Anyone for Fishing?

 

When attempting to make breakthroughs in behavioural sciences, academics have a habit of using students as research rats. They are not ideal candidates, but they are cheap! They’ll do anything for a beer and a bung. Critics have often argued that college students are immature and inexperienced, come from a particular socio-economic background and often respond irrationally in test conditions – thus making the research results unreliable.

It is far better to use a large swathe of the public in research trials. This gives more robust findings, but it costs extra and takes longer to conduct. However, daily activity across the internet has just provided researches with a handy solution to this dilemma.

E-mails and general internet communications are plagued with phishing stings – not to be confused with fishing strings. Phishing is a scam where the user is tricked into providing confidential data to an illicit third-party. In most instances, hindsight analysis shows up the inadequacies of the phishing techniques; and yet people are nonetheless fooled. Why consumers are regularly duped by phishing has long been a cause of concern for business managers. Recent research by cybersecurity experts may have found the answer.

It seems it’s all down to a variety of cognitive biases. Psychologists have shown that human thinking is broken down into two phases; intuitive/emotional, where we make automatic decisions; and contemplative/purposeful, where we are more deliberate in our choices. Scammers concentrate on keeping us constantly in the first phase.

We have an uncanny knack of automatically assuming the best – we just don’t believe that somebody is out to con us in the first instance. Scammers successfully prey on this vulnerability. They also rely on our curiosity and our absent-mindedness. Researchers have found that once scammers overcome our initial mental barrier, they have little difficulty in getting us to click on the link or open the file that releases the mayhem. So that initial impact is crucial. Once we get sucked in, we become more susceptible.

In hindsight, experts can point out our mistakes and train us in how to avoid repeating our errors – until the scammers become ever more sophisticated at tweaking our defences!

This all got us wondering about not just e-mail phishing scams but also the distribution of untruthful data – so-called fake news. The same dimensions apply. We are confronted with a message. We either see through it or we fall for it. Once we are hooked, we become an advocate (sometimes unwittingly) for that point of view. Before we know it, we are dispersing our views to wider and wider communities of people, who themselves are predisposed to first- and second-phase thinking.

Fake news is not a new phenomenon but the speed and breadth of transmission most certainly is. By carefully selecting the inputs, scammers can by-pass our first line of defence and convince us of the authenticity of the information. The pace and extent of the deception is mind-boggling. It would make a mere mortal long for a quieter life – fishing!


=== WHAT IS BEING ASKED ===
Reproduce the entries below in full, word for word.

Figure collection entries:

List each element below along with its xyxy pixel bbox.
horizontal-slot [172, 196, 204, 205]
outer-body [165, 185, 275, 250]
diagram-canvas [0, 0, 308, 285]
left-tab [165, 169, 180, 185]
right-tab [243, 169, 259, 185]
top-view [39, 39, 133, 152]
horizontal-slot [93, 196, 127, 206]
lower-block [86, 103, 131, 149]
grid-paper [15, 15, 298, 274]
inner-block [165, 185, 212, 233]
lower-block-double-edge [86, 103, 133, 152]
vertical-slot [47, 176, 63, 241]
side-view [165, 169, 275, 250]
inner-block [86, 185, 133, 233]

=== SOLUTION TO THIS EXERCISE ===
List each element below along with its xyxy pixel bbox.
horizontal-slot [172, 196, 204, 205]
outer-body [165, 185, 275, 250]
diagram-canvas [0, 0, 308, 285]
left-tab [165, 169, 180, 185]
right-tab [243, 169, 259, 185]
top-view [39, 39, 133, 152]
horizontal-slot [93, 196, 127, 206]
lower-block [86, 103, 131, 149]
grid-paper [15, 15, 298, 274]
inner-block [165, 185, 212, 233]
lower-block-double-edge [86, 103, 133, 152]
vertical-slot [47, 176, 63, 241]
side-view [165, 169, 275, 250]
inner-block [86, 185, 133, 233]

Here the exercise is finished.